GREEN FLAG 16-04: Improving Combat Airlift from ground up

  • Published
  • By Senior Airman Harry Brexel
  • 19th Airlift Wing Public Affairs
The 34th Combat Training Squadron recently planned, coordinated and conducted one of Air Mobility Command's largest rotational exercises.

GREEN FLAG 16-04 crews transitioned from Little Rock Air Force Base to the exercise's staging base at Alexandria, Louisiana, for sorties supporting Army operations at the Joint Readiness Training Center at Fort Polk, Louisiana.

The training operation lasted nine days and ended Wednesday, 24 Feb. GREEN FLAG exercises provide the most realistic, tactical-level, joint combat training, tailored to the needs of Mobility Air Forces.

The event kicked off at "zero-dark-thirty" Feb. 16, with a mass static-line personnel drop of approximately 800 Soldiers jumping from AMC aircraft.

The frantic pace continued throughout the week as aircrews encountered dirt landing zones and performed a plethora of airlift missions with diversified cargo loads. Loadmasters worked hand-in-hand with Soldiers to load, unload and drop various cargo, including Humvees, M119 light howitzer guns, combat construction vehicles, fuel trucks and Container Delivery System bundles.

Airmen from Dyess Air Force Base, Texas; Travis Air Force Base, California; Joint Base McGuire-Dix-Lakehurst, New Jersey; Joint Base Elmendorf-Richardson, Alaska; and Great Falls Air National Guard Base, Montana, participated in the exercise.

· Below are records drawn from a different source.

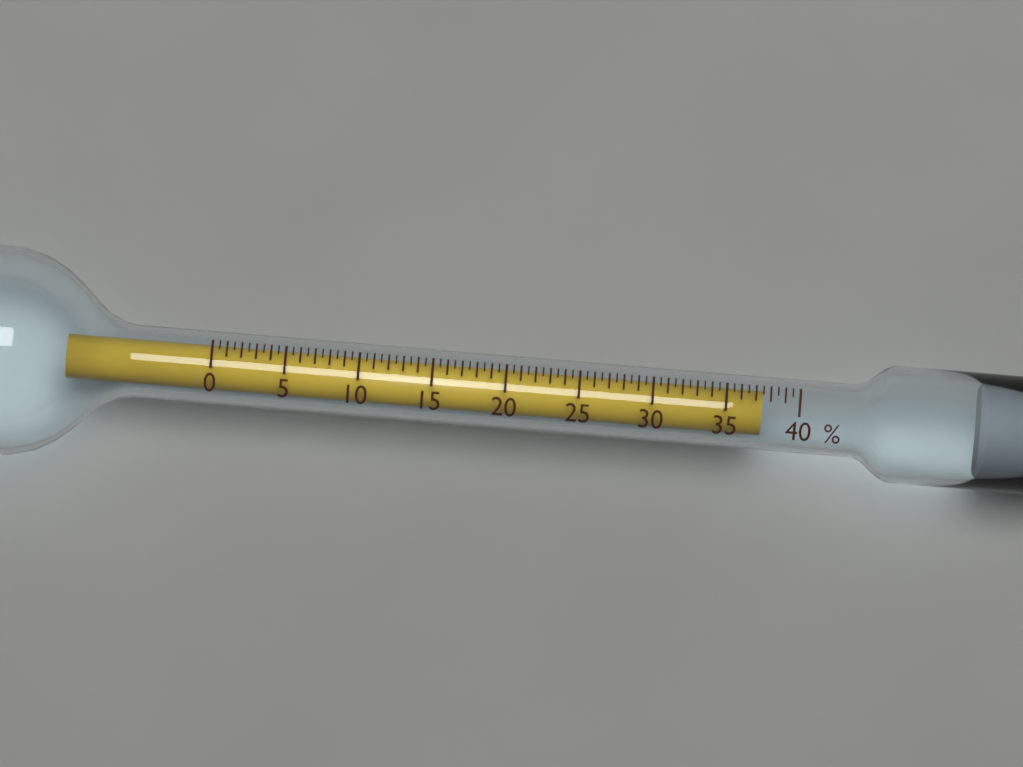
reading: 37.5 %
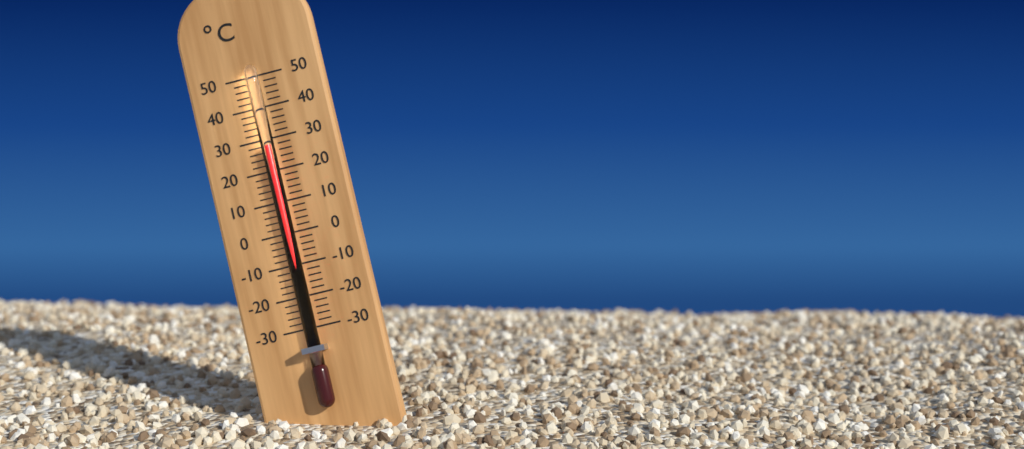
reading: 28 °C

The 186th Airlift Squadron from the Montana Air National Guard is one of the Air Force's newest C-130 squadrons and was unfamiliar to GREEN FLAG operations. Two C-130H aircrews performed tactical airlift operations during GREEN FLAG 16-04 in preparation for the Hercules squadron's first deployment later this year.

"GREEN FLAG provides an opportunity for us to lay a foundation and improve our combat airlift capabilities," said U.S. Air Force Tech. Sgt. William Oxenford, 186th Airlift Squadron loadmaster evaluator. "It includes intratheater training that we don't normally get and allows us to improve our partnerships with active-duty partners along with NATO and Army units."

Approximately 60 members from the Royal Canadian Air Force 436 Transport Squadron flew daily from Little Rock AFB to central Louisiana to participate in the exercise on two of their C-130Js.

U.S. and Canadian Airmen launched 14 missions per day for seven consecutive days in support of personnel at JRTC.

Airmen on the ground at JRTC at Fort Polk practiced several other combat-related events throughout the week such as aeromedical evacuations and survival, evasion, resistance and escape training.

"GREEN FLAG 16-04 pushed the largest airlift package I have seen in my tenure at the 34th CTS," said U.S. Air Force Maj. Bryant Jarrell, 34th CTS exercise director. "Our squadron's observer-coach-trainer cadres enabled training opportunities for international Mobility Air Force partners, multiple unique SERE events and deployment preparation for Air Force Reserve and Air National Guard components in an unparalleled progressive combat tactics scenario." 

GREEN FLAG 16-04 generated improved crew and mission management, situational awareness, operation planning and interagency communication needed in today's joint contingency environment.